Years Ago | February 14th

Vindicator file photo / Feb. 14, 1996 | Radio station WBBG celebrated Valentine's Day 1996 with an on-air wedding. Rick Mitchell places a wedding ring on the finger of Jean Cracium while disc jockey Johnny B holds the microphone and Youngstown Municipal Court Judge Patrick Kerrigan presides.
February 14
1995: General Motors Corp announces the recall of 34,000 Lordstown-built Chevrolet Cavaliers and Pontiac Sunfires to inspect a suspension part that might have missing welds that would cause the loss of steering if it fails.
In a move that could foretell General Motors' plan to spin off its parts subsidiaries, GM renames the divisions, which include Packard Electric, Delco and Saginaw, "Delphi."
Ernest Hawkins, a Youngstown schools bus driver, is honored for his quick thinking in pulling his bus loaded with children out of the path of a car containing two murder suspects who were being chased by police in McGuffey Road.
1980: Robert DeCerbo, 36, who survived a car bombing in October 1968, is killed when two shotgun blasts were fired through the living room window of his home on New Buffalo Road in Beaver Township while he was watching television.
Because of the high level of unemployment, the Ohio Bureau of Employment Services is increasing the ceiling on jobless benefits from 26 weeks to 39 weeks.

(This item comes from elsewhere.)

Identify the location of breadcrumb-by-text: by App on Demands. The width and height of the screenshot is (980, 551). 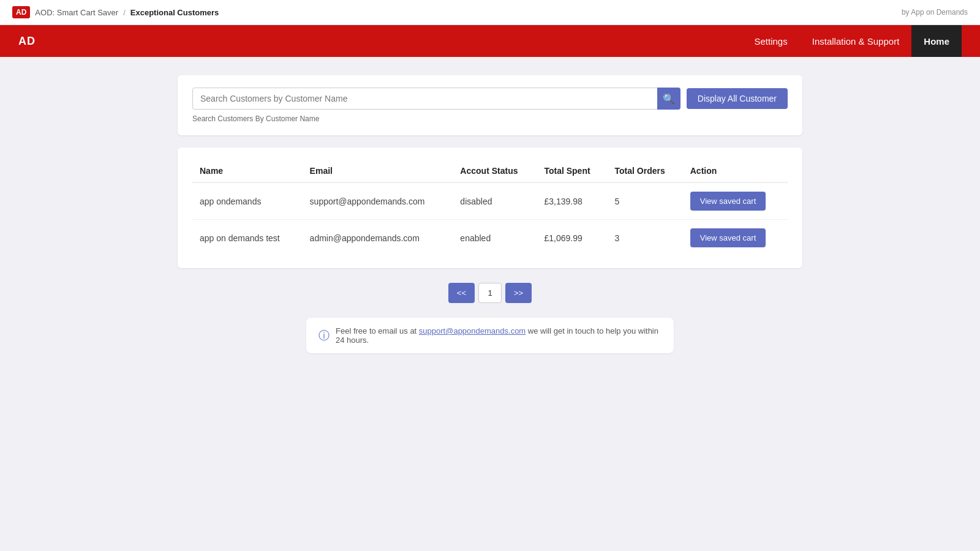
(935, 12).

Some 300 members of eight Rotary Clubs meet at the Embassy Room in Boardman to celebrate the 75th anniversary of Rotary International. Youngstown, the area's "mother club" was founded in 1915; just ten years after Paul Harris founded the first club in Chicago.
1970: Ralph Nader, consumer advocate, tells 2,000 people at Powers Auditorium in downtown Youngstown that the three "violent enemies" of public health and safety are the automobile industry, food processors and environmental polluters.
The Youngstown Hospital Association plans to expand in the '70s in anticipation that people who are living longer and have higher incomes will demand more services.
Spec. 4 John Kos of Canfield is killed by enemy fire in Vietnam while on a combat operation. He was attached to the 199th Infantry Brigade.
1945: First Lt. Ernest M. Hixon, 27, of Meadowbrook Ave., Youngstown is reported killed when his Liberator bomber crashed at Biak Island in the Dutch New Guinea area.
Winter weather that has gripped the district for two months claims another life. Charles Greenfield, 50, dies of a heart attack while pushing his car in deep snow on Sherwood Avenue.
Republic Steel, Thomas Steel and Brainard Steel may be forced to curtail operations as a result of a dam breaking at Copperweld Steel and flooding the Mahoning River with acid-laden water.